The Brezhnev era is clearly ending. This October he will mark his fifteenth year as the head of the Party, a span at least four years longer than Nikita Khrushchev's official term. In December, he will be 73 and next spring he will, if he holds on, pass Stalin as the oldest Soviet leader ever to hold the top Party position. He has already established the precedent of being both chief of state and Party leader; he has matched Stalin in being promoted to Marshal of the Soviet Union. By almost any standard, the past 15 years have to be regarded as his "era." Now the advancing age and physical infirmities of the General Secretary of the Soviet Communist Party suggest that a presuccession period is under way and that the process of summing up the Brezhnev period can begin.
William G. Hyland is a Senior Fellow at the Georgetown Center for Strategic and International Studies, Georgetown University. He was a member of the National Security Council Staff from 1969 to 1977, serving as Deputy Assistant for National Security Affairs, 1975-77.
The Brezhnev era is clearly ending. This October he will mark his fifteenth year as the head of the Party, a span at least four years longer than Nikita Khrushchev's official term. In December, he will be 73 and next spring he will, if he holds on, pass Stalin as the oldest Soviet leader ever to hold the top Party position. He has already established the precedent of being both chief of state and Party leader; he has matched Stalin in being promoted to Marshal of the Soviet Union. By almost any standard, the past 15 years have to be regarded as his "era." Now the advancing age and physical infirmities of the General Secretary of the Soviet Communist Party suggest that a presuccession period is under way and that the process of summing up the Brezhnev period can begin.
When Khrushchev was overthrown in October 1964, Leonid Brezhnev was the leading candidate to survive the hazards of Soviet politics and come to dominate the leadership. Although some observers grouped him with President Nikolai Podgorny and Prime Minister Alexei Kosygin in a new triumvirate, Brezhnev was in the advantageous position of Party leader. Other contenders along the way-Alexander Shelepin and Pyotr Shelest, the Ukrainian Party leader-were eventually removed; and even his supposed old comrade Podgorny was roughly pushed aside in 1977 so that Brezhnev could acquire the unique position of government and Party leader. But much earlier, perhaps by 1970, Brezhnev was clearly in a commanding position. And he seems to have succeeded on a program that might be called conservative or orthodox.
What Brezhnev has achieved has been a restoration of the status quo ante Khrushchev: he has strengthened the conservative elements in the power structure; the Party bureaucracy has been stabilized; and the military and the security organs have gained in authority. He has carefully avoided the experimentation of structural reforms in the economy despite pressure to adopt new approaches. Economic performance has not been impressive but nevertheless has been satisfactory in meeting the regime's priority of military growth.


Problem to work on: When you copy the entries, match them exactly and omit the pictures.

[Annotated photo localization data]
---+---
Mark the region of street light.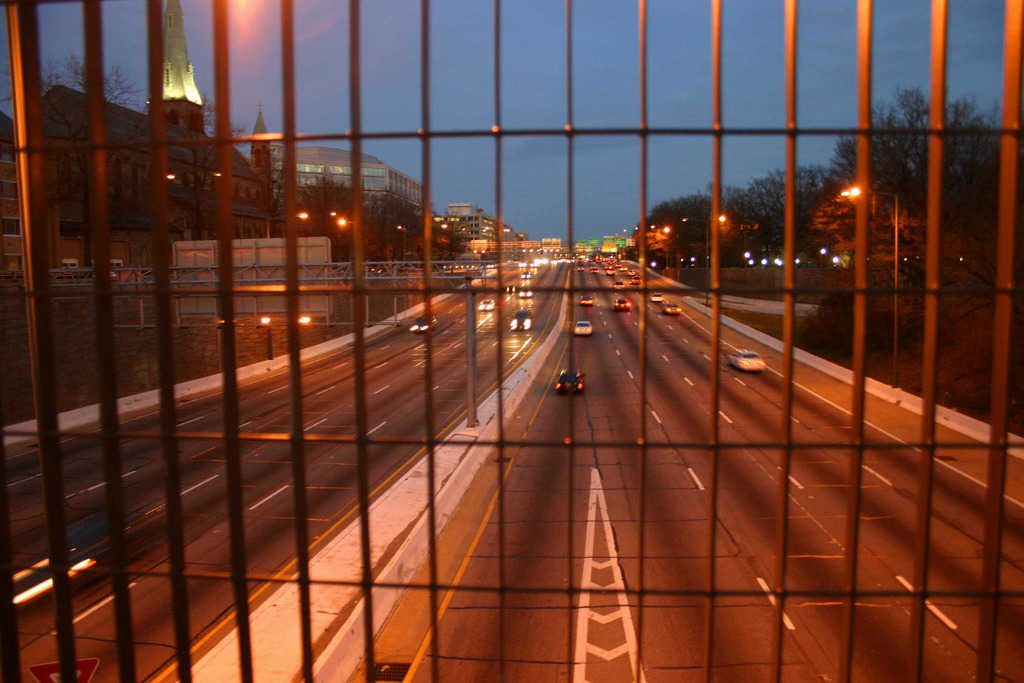
Region: 651 218 668 268.
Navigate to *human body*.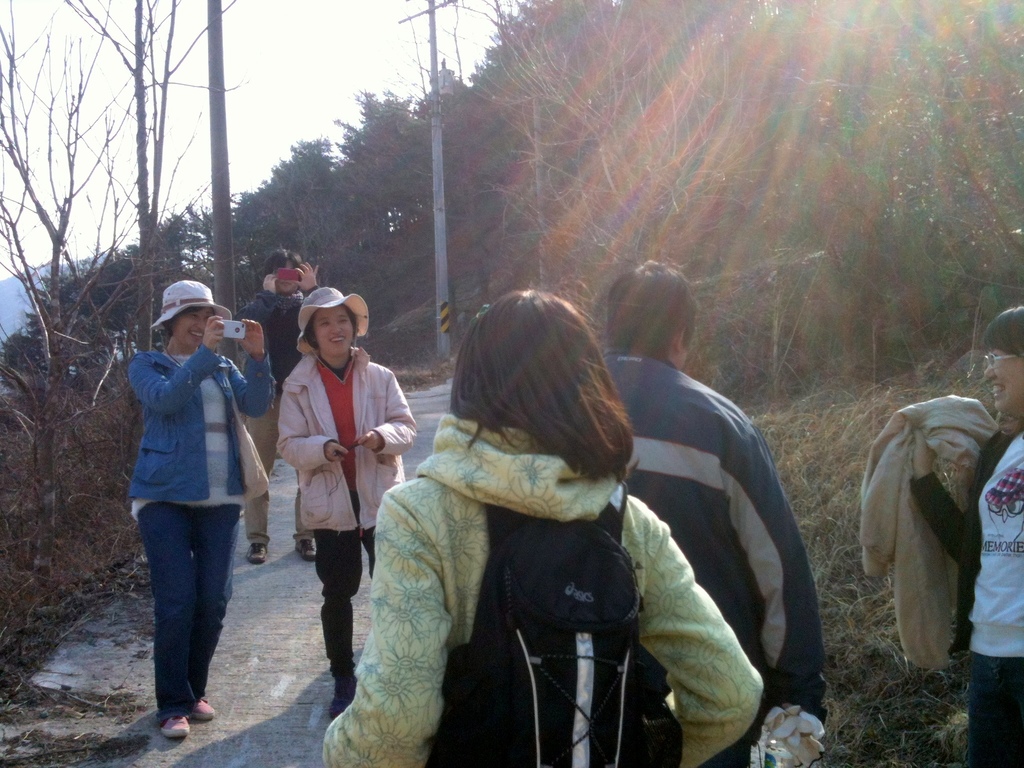
Navigation target: bbox(600, 348, 826, 767).
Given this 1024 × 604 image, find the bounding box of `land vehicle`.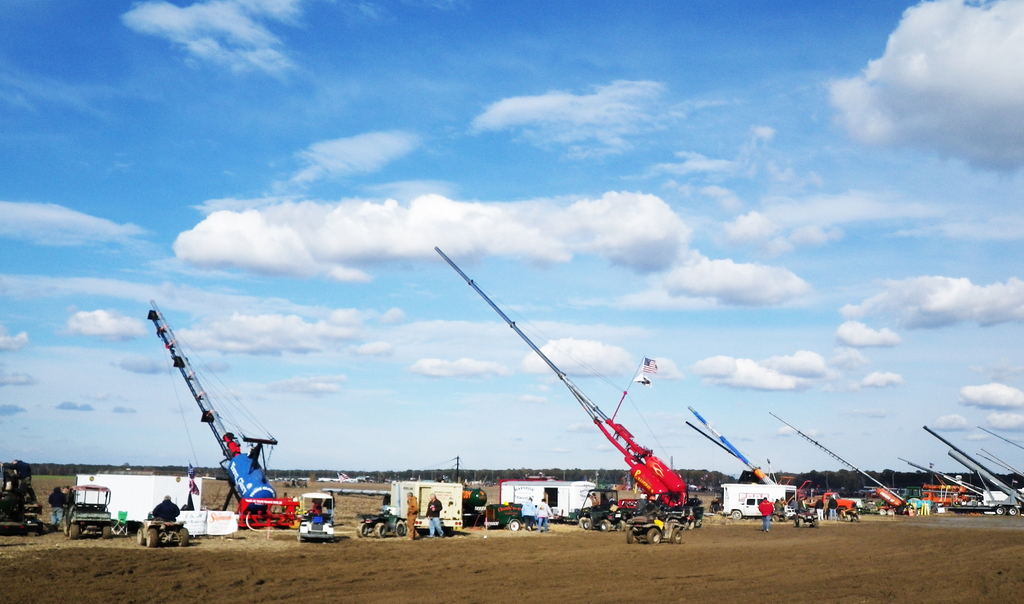
bbox=(360, 510, 406, 535).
---+---
Exercise result:
Mark the region of street light.
Region: 651 218 668 268.
Navigate to *human body*.
Navigation target: bbox(600, 348, 826, 767).
Given this 1024 × 604 image, find the bounding box of `land vehicle`.
bbox=(360, 510, 406, 535).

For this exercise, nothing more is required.